A Rare Look Into Malcolm X’s Prison Years
Thoroughly researched and crisply written, Patrick Parr’s new partial biography of Malcolm X provides the most complete examination yet of Malcolm’s prison years. His evolution behind bars dramatically altered his life and shaped the course of black politics.

Portrait of Malcolm X reading stories about himself in a pile of newspapers, circa 1963. (Three Lions / Hulton Archive / Getty Images)
“Many who today hear me somewhere in person, or on television, or those who read something I’ve said, will think I went to school far beyond the eighth grade,” Malcolm X said in his landmark 1965 The Autobiography of Malcolm X. “This impression,” he said, “is due entirely to my prison studies.”
Malcolm Little dropped out of high school in the Boston area at age fifteen before completing ninth grade. Known on the streets as “Detroit Red,” he pursued sundry hustles. In late 1946, he was caught for a string of home burglaries in Roxbury, Massachusetts, and received an eight-to-ten-year prison sentence. When he was released on parole in 1952, he was Malcolm X.
If the storyline seems familiar, that is because it has been well told, first by Malcolm (with Alex Haley), later by filmmaker Spike Lee, and more recently by the Pulitzer Prize–winning biographers Manning Marable and Les and Tamara Payne.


#### What this task involves:
Return, from the data below, each line that contains the word "icon".

Collection entries:

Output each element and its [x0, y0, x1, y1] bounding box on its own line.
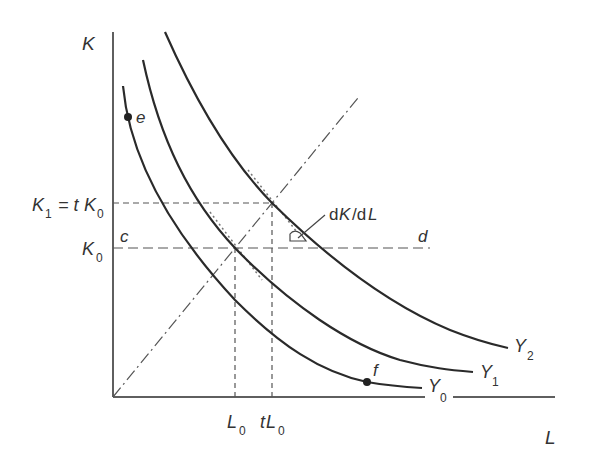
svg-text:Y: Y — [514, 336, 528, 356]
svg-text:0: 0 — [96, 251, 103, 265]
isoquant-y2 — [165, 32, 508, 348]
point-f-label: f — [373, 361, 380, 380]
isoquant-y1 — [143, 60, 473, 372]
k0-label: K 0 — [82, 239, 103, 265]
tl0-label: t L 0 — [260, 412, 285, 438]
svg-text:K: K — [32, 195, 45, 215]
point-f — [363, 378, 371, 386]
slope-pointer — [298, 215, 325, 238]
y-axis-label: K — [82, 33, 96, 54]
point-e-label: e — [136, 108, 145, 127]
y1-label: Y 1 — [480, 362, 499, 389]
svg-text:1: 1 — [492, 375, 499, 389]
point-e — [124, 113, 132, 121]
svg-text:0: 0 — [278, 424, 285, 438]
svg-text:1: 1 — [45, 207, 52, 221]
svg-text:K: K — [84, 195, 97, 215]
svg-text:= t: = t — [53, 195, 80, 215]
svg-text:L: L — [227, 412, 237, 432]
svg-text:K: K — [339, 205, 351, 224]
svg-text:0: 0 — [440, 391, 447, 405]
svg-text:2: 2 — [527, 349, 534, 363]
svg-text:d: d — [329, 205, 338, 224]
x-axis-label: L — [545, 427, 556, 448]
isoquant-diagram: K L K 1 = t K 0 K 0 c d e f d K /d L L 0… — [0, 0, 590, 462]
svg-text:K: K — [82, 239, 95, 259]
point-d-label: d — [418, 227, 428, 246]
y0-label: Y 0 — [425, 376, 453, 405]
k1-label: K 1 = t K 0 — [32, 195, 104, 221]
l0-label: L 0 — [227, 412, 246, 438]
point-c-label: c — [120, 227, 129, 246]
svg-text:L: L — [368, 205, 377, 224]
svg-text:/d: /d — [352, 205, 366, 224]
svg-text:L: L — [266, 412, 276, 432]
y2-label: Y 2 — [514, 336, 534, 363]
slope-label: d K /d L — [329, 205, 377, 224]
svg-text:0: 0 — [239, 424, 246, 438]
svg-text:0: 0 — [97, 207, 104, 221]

...

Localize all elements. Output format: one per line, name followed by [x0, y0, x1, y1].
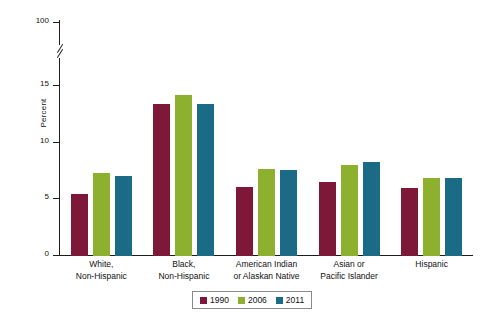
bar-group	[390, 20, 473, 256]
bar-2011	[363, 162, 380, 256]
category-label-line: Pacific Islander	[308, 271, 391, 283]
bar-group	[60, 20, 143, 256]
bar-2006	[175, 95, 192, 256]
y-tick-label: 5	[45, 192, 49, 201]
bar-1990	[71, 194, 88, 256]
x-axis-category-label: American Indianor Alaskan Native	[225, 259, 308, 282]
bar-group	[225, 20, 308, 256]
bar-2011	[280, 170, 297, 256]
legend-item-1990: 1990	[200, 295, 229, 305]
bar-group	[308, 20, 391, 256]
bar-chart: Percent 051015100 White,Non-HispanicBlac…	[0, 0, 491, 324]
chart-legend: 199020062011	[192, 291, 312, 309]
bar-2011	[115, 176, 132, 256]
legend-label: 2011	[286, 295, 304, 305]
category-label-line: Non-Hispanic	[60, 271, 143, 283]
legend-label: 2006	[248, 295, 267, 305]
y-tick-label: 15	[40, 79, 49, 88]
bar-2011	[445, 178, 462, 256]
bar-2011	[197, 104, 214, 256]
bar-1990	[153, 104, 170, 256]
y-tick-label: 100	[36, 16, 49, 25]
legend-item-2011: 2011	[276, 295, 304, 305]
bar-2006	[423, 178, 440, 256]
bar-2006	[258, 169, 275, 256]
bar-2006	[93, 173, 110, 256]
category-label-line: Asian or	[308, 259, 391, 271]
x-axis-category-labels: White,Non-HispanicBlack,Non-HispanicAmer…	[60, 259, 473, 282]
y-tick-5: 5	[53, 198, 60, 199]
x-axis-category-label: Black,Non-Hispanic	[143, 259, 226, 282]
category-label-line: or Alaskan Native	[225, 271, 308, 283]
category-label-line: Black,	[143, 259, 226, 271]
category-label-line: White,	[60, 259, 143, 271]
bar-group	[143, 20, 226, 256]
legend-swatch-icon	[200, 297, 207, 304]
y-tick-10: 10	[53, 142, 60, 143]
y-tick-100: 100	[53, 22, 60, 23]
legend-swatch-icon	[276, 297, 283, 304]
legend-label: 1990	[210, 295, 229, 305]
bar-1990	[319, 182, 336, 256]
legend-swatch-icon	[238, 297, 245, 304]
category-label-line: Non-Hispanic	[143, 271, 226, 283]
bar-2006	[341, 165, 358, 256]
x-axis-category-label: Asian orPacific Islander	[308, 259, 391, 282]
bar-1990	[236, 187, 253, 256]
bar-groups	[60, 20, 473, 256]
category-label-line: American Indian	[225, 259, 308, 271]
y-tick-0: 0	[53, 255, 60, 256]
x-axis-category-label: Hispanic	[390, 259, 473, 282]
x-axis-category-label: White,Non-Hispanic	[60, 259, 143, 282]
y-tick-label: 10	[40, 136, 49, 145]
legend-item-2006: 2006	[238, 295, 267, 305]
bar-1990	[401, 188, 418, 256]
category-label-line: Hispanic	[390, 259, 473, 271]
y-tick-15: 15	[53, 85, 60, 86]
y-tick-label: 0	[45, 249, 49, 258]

#### Written answer:
legend-swatch-icon	[200, 297, 207, 304]
legend-swatch-icon	[276, 297, 283, 304]
legend-swatch-icon	[238, 297, 245, 304]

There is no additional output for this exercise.